World football governing body FIFA's disciplinary committee suspended Suarez from playing in nine national team matches, banned him from any football-related activity for four months, and fined him 112,000 U.S. dollars.

"Our objective is to have the penalties lessened and we are working on that," Conmebol's Uruguayan president, Eugenio Figueredo, told Sport radio.

"I hope it's not that many games," he said of the number of matches Suarez has been banned from.

"There's already a movement of people to reduce his penalties," he added.

Leaders of the Uruguayan Football Association have accused Figueredo of doing nothing to defend Suarez's interests.

"Right now I am defending Suarez 24 hours a day and for the moment the ban is for official Uruguayan national team games, not for friendlies or anything like that," he said.
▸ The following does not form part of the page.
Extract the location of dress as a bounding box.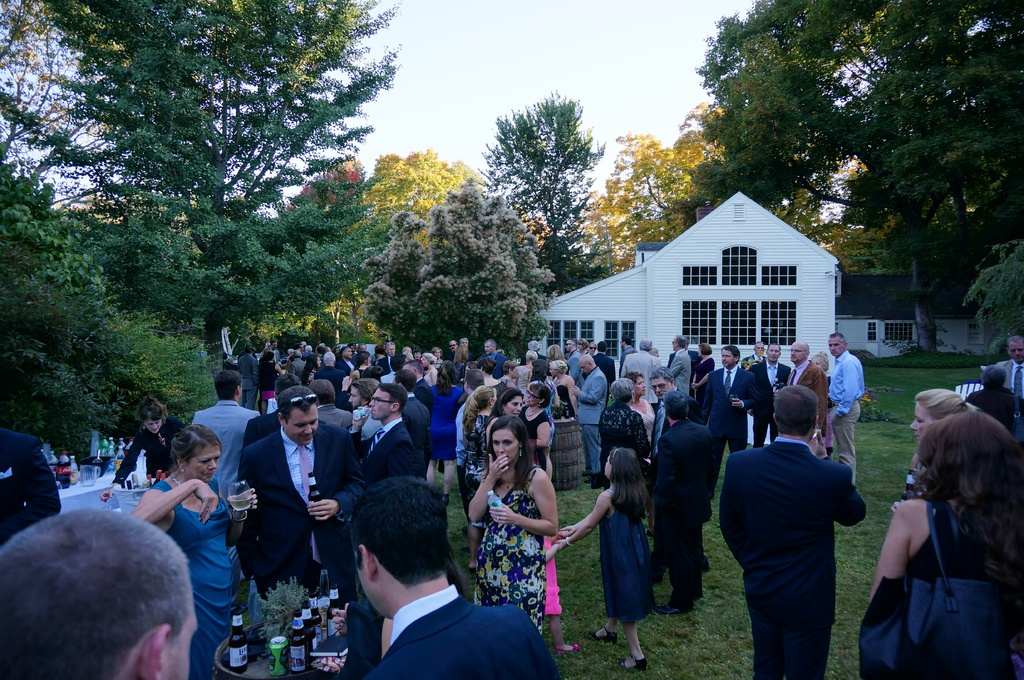
(144, 478, 236, 679).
If the ban from national team games holds, Suarez would miss the entire 2015 America Cup championship in Chile and part of the qualifying matches for 2018 World Cup in Russia.
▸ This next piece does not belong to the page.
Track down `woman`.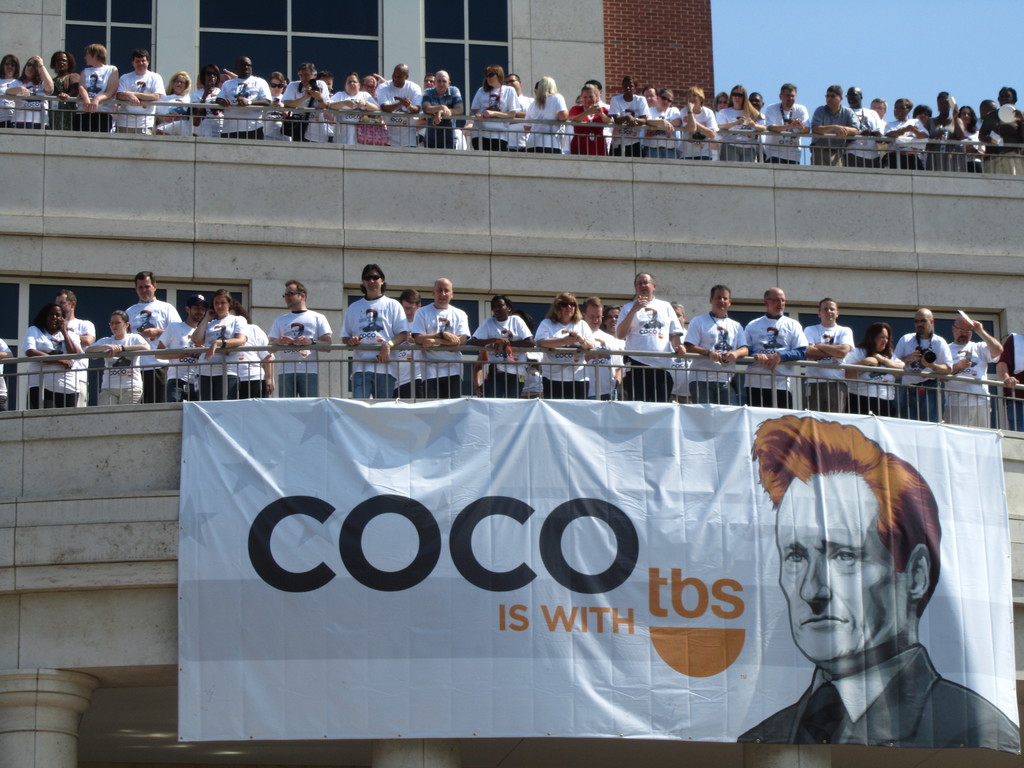
Tracked to locate(77, 38, 123, 132).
According to Figueredo, the problem lies with the fact that the referees on the field didn't sanction Suarez on site, leaving football's regulatory agency to take action.

"FIFA's 34 cameras detected what a trio of referees failed to detect," he said.

Suarez Monday apologized to Giorgio Chiellini, the Italian player he bit on the shoulder after the two collided, and to the football community at large.

He also pledged to "never let an incident like this happen again."

It was thanks to Suarez that the team beat Italy 1-0 in the group phase to qualify for the round of 16. With Suarez banished from the team, Uruguay went on to lose 2-0 to Colombia and was eliminated from the World Cup.